Game Trek Online
Atari History
The early years...

Nolan Bushnell and Ted Dabney formed a company they called 'Syzygy' in 1971 (with $500) and created a video game called 'Computer Space', which was itself a clone of a game called 'Spacewar' for the PDP-1. Computer Space was manufactured and distributed by Nutting Associates, and while it was the first arcade-style coin-operated video game, it was a commercial failure.

They incorporated in 1972 and changed their name to 'Atari'. They then designed and manufactured the first successful arcade game 'PONG' after seeing a demonstration of Ralph Baer's 'Odyssey' home video game system. Magnavox later sued Atari on behalf of Baer for infringement of several patents, but it was settled with an acceptable license agreement before it went to court. Unfortunately for Atari, many other companies also cloned PONG, so most of the machines out there were actually bootlegs of the originally "stolen" idea.

In the mid-1970's, Atari went on to create many more original arcade titles and also created versions of PONG and related games for the home market.

Bushnell later bought out Dabney, and in 1976 he sold the company to Time Warner, Inc for $28 million, which isn't bad for 5 years of work. He was forced out of the company in November of 1978, allegedly over a dispute over the direction of the company regarding the VCS. Bushnell wanted to discontinue the product and develop a new one, but the board disagreed. The VCS was a huge success that Christmas (and for many more years), and Bushnell was gone from Atari.

Bushnell purchased the 'Chuck E. Cheese Pizza Time Theater' franchise from Atari, which he had previously developed before the buyout.

Bob Brock acquires franchise rights to develop Pizza Time Theatres. Before exercising these rights, Brock meets Aaron Fechter of Creative Engineering, who he finds had already attempted negotiations with Bushnell. Brock instead decides to start a new restaurant chain called "Showbiz" with more sophisticated animatronic animals from Creative Engineering and compete directly with Bushnell.

Brock's son says the reason for the split is that Bushnell was dishonest during the negotiations and failed to disclose the failed dealings with Creative that would have surely resulted in a competitor with better animatronics- which is exactly what happened.

Bushnell's Chuck E. Cheese fails by 1984 and is purchased by Brock/Showbiz, which merges the two similar franchises.

Where it gets messy

Time Warner split Atari into two companies in 1984.

Warner sold the console/computer divisions to Jack Tramiel (who was freshly outed from his former company, Commodore, which he founded) and it became Atari Corp.

Warner retained Atari Games, which included the arcade operations, as well as AtariTel, which was developing electronics for the communications industry including a device that could transmit video on a 3" screen over normal telephone lines. The AtariTel division of Atari Games was soon sold off to Mitsubishi.

The Atari Games division of Atari Games Inc. was sold to Namco, with Warner renaming their remaining slice Atari Holdings, which had one division. That division, Atari Adventure, was sold to Adventure Properties, and Atari Holdings remained an official division of Warner but had no assets or operations.

Atari Games became independent of Namco and formed Tengen (for console games) and Atari Operations (operations of actual arcades). Namco bought Atari Operations from Atari Games which they had previously owned, and it was renamed/merged a few times with other Namco arcade operations, now called Cybertainment. Atari Games was bought by Time Warner and renamed TWI, then bought by Midway and renamed Atari Games again, and then re-renamed Midway Games West, and eventually shut down.

Atari Corp. merged with JTS, shut down operations, sold its IP sold to Hasbro, and then Hasbro sold the entire Hasbro Interactive division to Infogrames, who renamed GT Interactive as Atari Inc.

So, technically, what is now called Atari should own the consoles and computers and games for them, and Midway should own the arcade hardware and games.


» What is being asked
Write out every line of the material exactly as it appears.

-*-*-

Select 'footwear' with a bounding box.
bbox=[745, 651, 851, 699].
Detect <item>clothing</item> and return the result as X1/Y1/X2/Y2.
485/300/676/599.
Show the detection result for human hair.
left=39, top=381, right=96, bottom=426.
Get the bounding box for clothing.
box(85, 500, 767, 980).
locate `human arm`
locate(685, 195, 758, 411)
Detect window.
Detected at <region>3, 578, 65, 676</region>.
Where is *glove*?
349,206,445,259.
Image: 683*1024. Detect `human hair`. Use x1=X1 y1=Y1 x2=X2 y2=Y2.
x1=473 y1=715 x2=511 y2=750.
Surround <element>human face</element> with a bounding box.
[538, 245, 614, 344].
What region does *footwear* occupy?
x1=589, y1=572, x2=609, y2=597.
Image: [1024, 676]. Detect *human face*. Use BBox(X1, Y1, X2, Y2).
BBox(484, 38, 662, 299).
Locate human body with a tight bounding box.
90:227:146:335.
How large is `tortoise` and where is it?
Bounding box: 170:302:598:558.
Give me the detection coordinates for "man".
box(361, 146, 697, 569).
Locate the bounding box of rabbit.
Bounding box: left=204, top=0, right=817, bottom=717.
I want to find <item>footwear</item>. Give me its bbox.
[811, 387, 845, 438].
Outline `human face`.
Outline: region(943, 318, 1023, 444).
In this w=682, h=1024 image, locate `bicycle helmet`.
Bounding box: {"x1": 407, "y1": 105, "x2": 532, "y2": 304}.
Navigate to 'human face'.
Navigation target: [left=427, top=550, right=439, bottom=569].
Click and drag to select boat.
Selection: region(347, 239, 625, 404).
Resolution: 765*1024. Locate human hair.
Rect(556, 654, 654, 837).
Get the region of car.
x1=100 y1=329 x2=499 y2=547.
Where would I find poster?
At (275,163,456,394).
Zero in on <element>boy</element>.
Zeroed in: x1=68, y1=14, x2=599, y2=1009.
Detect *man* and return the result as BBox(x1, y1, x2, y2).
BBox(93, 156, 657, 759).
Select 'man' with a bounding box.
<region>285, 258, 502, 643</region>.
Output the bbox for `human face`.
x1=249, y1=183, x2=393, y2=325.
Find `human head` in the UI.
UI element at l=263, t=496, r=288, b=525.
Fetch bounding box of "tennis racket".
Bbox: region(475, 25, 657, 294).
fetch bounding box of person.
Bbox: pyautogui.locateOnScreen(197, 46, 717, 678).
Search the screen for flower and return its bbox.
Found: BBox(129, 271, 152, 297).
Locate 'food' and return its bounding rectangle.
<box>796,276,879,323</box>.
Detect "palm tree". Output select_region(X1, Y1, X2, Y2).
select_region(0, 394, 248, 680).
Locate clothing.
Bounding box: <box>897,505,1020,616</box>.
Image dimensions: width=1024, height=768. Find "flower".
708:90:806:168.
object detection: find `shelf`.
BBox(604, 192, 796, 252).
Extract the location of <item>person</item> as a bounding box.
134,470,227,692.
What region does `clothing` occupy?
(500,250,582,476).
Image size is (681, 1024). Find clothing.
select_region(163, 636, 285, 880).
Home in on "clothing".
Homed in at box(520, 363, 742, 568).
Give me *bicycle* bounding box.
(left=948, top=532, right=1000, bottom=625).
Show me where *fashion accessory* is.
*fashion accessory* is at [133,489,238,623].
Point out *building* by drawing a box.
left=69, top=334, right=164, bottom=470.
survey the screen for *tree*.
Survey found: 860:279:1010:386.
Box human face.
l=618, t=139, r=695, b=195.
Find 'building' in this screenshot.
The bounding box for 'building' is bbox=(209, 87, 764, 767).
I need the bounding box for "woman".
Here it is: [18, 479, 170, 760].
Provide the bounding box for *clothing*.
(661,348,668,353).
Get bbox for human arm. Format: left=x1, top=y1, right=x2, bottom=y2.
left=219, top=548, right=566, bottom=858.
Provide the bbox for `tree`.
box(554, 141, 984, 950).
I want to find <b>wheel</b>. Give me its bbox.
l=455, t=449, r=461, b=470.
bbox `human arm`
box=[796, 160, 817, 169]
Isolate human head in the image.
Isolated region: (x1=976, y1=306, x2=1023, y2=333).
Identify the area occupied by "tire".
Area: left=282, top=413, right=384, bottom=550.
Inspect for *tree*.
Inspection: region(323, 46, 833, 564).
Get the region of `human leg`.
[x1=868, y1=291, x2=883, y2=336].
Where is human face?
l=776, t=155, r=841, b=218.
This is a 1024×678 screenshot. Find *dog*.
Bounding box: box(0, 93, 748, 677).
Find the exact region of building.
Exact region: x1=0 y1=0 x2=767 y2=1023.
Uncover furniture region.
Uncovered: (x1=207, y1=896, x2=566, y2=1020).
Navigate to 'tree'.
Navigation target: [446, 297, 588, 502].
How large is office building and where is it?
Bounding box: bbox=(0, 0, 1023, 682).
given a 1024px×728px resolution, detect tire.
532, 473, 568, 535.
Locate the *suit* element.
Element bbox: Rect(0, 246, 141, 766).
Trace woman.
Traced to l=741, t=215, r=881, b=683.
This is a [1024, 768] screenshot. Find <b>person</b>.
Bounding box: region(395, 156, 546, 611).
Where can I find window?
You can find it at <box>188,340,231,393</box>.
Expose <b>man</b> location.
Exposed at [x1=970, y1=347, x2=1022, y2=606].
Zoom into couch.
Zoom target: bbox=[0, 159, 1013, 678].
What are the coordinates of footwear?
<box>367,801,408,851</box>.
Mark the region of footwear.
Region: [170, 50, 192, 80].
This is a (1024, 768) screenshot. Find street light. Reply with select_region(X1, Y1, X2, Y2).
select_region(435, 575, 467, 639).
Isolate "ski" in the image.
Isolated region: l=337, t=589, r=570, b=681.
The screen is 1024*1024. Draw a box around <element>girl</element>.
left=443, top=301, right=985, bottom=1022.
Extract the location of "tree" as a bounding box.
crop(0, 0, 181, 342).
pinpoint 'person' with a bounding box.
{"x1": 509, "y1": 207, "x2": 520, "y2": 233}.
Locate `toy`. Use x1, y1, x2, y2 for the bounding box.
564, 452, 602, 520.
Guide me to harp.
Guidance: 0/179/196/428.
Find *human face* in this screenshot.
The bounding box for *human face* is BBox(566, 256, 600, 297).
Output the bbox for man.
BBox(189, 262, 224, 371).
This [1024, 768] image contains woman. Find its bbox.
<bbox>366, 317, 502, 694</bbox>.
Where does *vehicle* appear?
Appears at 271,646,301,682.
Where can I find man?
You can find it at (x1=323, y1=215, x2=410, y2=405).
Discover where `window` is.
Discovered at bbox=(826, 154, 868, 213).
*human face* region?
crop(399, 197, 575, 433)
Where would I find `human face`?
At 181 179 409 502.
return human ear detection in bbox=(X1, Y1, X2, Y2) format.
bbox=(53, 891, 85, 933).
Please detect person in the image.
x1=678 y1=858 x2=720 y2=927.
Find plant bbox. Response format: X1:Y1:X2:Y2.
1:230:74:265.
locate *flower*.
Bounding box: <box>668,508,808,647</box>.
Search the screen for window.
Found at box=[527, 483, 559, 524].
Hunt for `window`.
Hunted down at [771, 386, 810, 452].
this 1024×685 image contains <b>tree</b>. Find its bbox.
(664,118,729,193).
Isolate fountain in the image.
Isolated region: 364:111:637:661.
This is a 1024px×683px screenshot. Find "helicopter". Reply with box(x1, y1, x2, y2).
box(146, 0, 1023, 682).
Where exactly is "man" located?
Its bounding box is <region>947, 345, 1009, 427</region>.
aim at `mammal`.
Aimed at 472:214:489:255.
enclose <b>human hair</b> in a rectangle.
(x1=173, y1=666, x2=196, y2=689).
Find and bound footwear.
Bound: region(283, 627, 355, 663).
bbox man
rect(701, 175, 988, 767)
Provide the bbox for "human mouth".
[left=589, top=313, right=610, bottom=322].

-*-*-

» Solved problem
Select 'footwear' with a bounding box.
bbox=[745, 651, 851, 699].
Detect <item>clothing</item> and return the result as X1/Y1/X2/Y2.
485/300/676/599.
Show the detection result for human hair.
left=39, top=381, right=96, bottom=426.
Get the bounding box for clothing.
box(85, 500, 767, 980).
locate `human arm`
locate(685, 195, 758, 411)
Detect window.
Detected at <region>3, 578, 65, 676</region>.
Where is *glove*?
349,206,445,259.
Image: 683*1024. Detect `human hair`. Use x1=X1 y1=Y1 x2=X2 y2=Y2.
x1=473 y1=715 x2=511 y2=750.
Surround <element>human face</element> with a bounding box.
[538, 245, 614, 344].
What region does *footwear* occupy?
x1=589, y1=572, x2=609, y2=597.
Image: [1024, 676]. Detect *human face*. Use BBox(X1, Y1, X2, Y2).
BBox(484, 38, 662, 299).
Locate human body with a tight bounding box.
90:227:146:335.
How large is `tortoise` and where is it?
Bounding box: 170:302:598:558.
Give me the detection coordinates for "man".
box(361, 146, 697, 569).
Locate the bounding box of rabbit.
Bounding box: left=204, top=0, right=817, bottom=717.
I want to find <item>footwear</item>. Give me its bbox.
[811, 387, 845, 438].
Outline `human face`.
Outline: region(943, 318, 1023, 444).
In this w=682, h=1024 image, locate `bicycle helmet`.
Bounding box: {"x1": 407, "y1": 105, "x2": 532, "y2": 304}.
Navigate to 'human face'.
Navigation target: [left=427, top=550, right=439, bottom=569].
Click and drag to select boat.
Selection: region(347, 239, 625, 404).
Resolution: 765*1024. Locate human hair.
Rect(556, 654, 654, 837).
Get the region of car.
x1=100 y1=329 x2=499 y2=547.
Where would I find poster?
At (275,163,456,394).
Zero in on <element>boy</element>.
Zeroed in: x1=68, y1=14, x2=599, y2=1009.
Detect *man* and return the result as BBox(x1, y1, x2, y2).
BBox(93, 156, 657, 759).
Select 'man' with a bounding box.
<region>285, 258, 502, 643</region>.
Output the bbox for `human face`.
x1=249, y1=183, x2=393, y2=325.
Find `human head` in the UI.
UI element at l=263, t=496, r=288, b=525.
Fetch bounding box of "tennis racket".
Bbox: region(475, 25, 657, 294).
fetch bounding box of person.
Bbox: pyautogui.locateOnScreen(197, 46, 717, 678).
Search the screen for flower and return its bbox.
Found: BBox(129, 271, 152, 297).
Locate 'food' and return its bounding rectangle.
<box>796,276,879,323</box>.
Detect "palm tree". Output select_region(X1, Y1, X2, Y2).
select_region(0, 394, 248, 680).
Locate clothing.
Bounding box: <box>897,505,1020,616</box>.
Image dimensions: width=1024, height=768. Find "flower".
708:90:806:168.
object detection: find `shelf`.
BBox(604, 192, 796, 252).
Extract the location of <item>person</item> as a bounding box.
134,470,227,692.
What region does `clothing` occupy?
(500,250,582,476).
Image size is (681, 1024). Find clothing.
select_region(163, 636, 285, 880).
Home in on "clothing".
Homed in at box(520, 363, 742, 568).
Give me *bicycle* bounding box.
(left=948, top=532, right=1000, bottom=625).
Show me where *fashion accessory* is.
*fashion accessory* is at [133,489,238,623].
Point out *building* by drawing a box.
left=69, top=334, right=164, bottom=470.
survey the screen for *tree*.
Survey found: 860:279:1010:386.
Box human face.
l=618, t=139, r=695, b=195.
Find 'building' in this screenshot.
The bounding box for 'building' is bbox=(209, 87, 764, 767).
I need the bounding box for "woman".
Here it is: [18, 479, 170, 760].
Provide the bounding box for *clothing*.
(661,348,668,353).
Get bbox for human arm. Format: left=x1, top=y1, right=x2, bottom=y2.
left=219, top=548, right=566, bottom=858.
Provide the bbox for `tree`.
box(554, 141, 984, 950).
I want to find <b>wheel</b>. Give me its bbox.
l=455, t=449, r=461, b=470.
bbox `human arm`
box=[796, 160, 817, 169]
Isolate human head in the image.
Isolated region: (x1=976, y1=306, x2=1023, y2=333).
Identify the area occupied by "tire".
Area: left=282, top=413, right=384, bottom=550.
Inspect for *tree*.
Inspection: region(323, 46, 833, 564).
Get the region of `human leg`.
[x1=868, y1=291, x2=883, y2=336].
Where is human face?
l=776, t=155, r=841, b=218.
This is a 1024×678 screenshot. Find *dog*.
Bounding box: box(0, 93, 748, 677).
Find the exact region of building.
Exact region: x1=0 y1=0 x2=767 y2=1023.
Uncover furniture region.
Uncovered: (x1=207, y1=896, x2=566, y2=1020).
Navigate to 'tree'.
Navigation target: [446, 297, 588, 502].
How large is office building and where is it?
Bounding box: bbox=(0, 0, 1023, 682).
given a 1024px×728px resolution, detect tire.
532, 473, 568, 535.
Locate the *suit* element.
Element bbox: Rect(0, 246, 141, 766).
Trace woman.
Traced to l=741, t=215, r=881, b=683.
This is a [1024, 768] screenshot. Find <b>person</b>.
Bounding box: region(395, 156, 546, 611).
Where can I find window?
You can find it at <box>188,340,231,393</box>.
Expose <b>man</b> location.
Exposed at [x1=970, y1=347, x2=1022, y2=606].
Zoom into couch.
Zoom target: bbox=[0, 159, 1013, 678].
What are the coordinates of footwear?
<box>367,801,408,851</box>.
Mark the region of footwear.
Region: [170, 50, 192, 80].
This is a (1024, 768) screenshot. Find street light. Reply with select_region(X1, Y1, X2, Y2).
select_region(435, 575, 467, 639).
Isolate "ski" in the image.
Isolated region: l=337, t=589, r=570, b=681.
The screen is 1024*1024. Draw a box around <element>girl</element>.
left=443, top=301, right=985, bottom=1022.
Extract the location of "tree" as a bounding box.
crop(0, 0, 181, 342).
pinpoint 'person' with a bounding box.
{"x1": 509, "y1": 207, "x2": 520, "y2": 233}.
Locate `toy`. Use x1, y1, x2, y2 for the bounding box.
564, 452, 602, 520.
Guide me to harp.
Guidance: 0/179/196/428.
Find *human face* in this screenshot.
The bounding box for *human face* is BBox(566, 256, 600, 297).
Output the bbox for man.
BBox(189, 262, 224, 371).
This [1024, 768] image contains woman. Find its bbox.
<bbox>366, 317, 502, 694</bbox>.
Where does *vehicle* appear?
Appears at 271,646,301,682.
Where can I find man?
You can find it at (x1=323, y1=215, x2=410, y2=405).
Discover where `window` is.
Discovered at bbox=(826, 154, 868, 213).
*human face* region?
crop(399, 197, 575, 433)
Where would I find `human face`?
At 181 179 409 502.
return human ear detection in bbox=(X1, Y1, X2, Y2) format.
bbox=(53, 891, 85, 933).
Please detect person in the image.
x1=678 y1=858 x2=720 y2=927.
Find plant bbox. Response format: X1:Y1:X2:Y2.
1:230:74:265.
locate *flower*.
Bounding box: <box>668,508,808,647</box>.
Search the screen for window.
Found at box=[527, 483, 559, 524].
Hunt for `window`.
Hunted down at [771, 386, 810, 452].
this 1024×685 image contains <b>tree</b>. Find its bbox.
(664,118,729,193).
Isolate fountain in the image.
Isolated region: 364:111:637:661.
This is a 1024px×683px screenshot. Find "helicopter". Reply with box(x1, y1, x2, y2).
box(146, 0, 1023, 682).
Where exactly is "man" located?
Its bounding box is <region>947, 345, 1009, 427</region>.
aim at `mammal`.
Aimed at 472:214:489:255.
enclose <b>human hair</b> in a rectangle.
(x1=173, y1=666, x2=196, y2=689).
Find and bound footwear.
Bound: region(283, 627, 355, 663).
bbox man
rect(701, 175, 988, 767)
Provide the bbox for "human mouth".
[left=589, top=313, right=610, bottom=322].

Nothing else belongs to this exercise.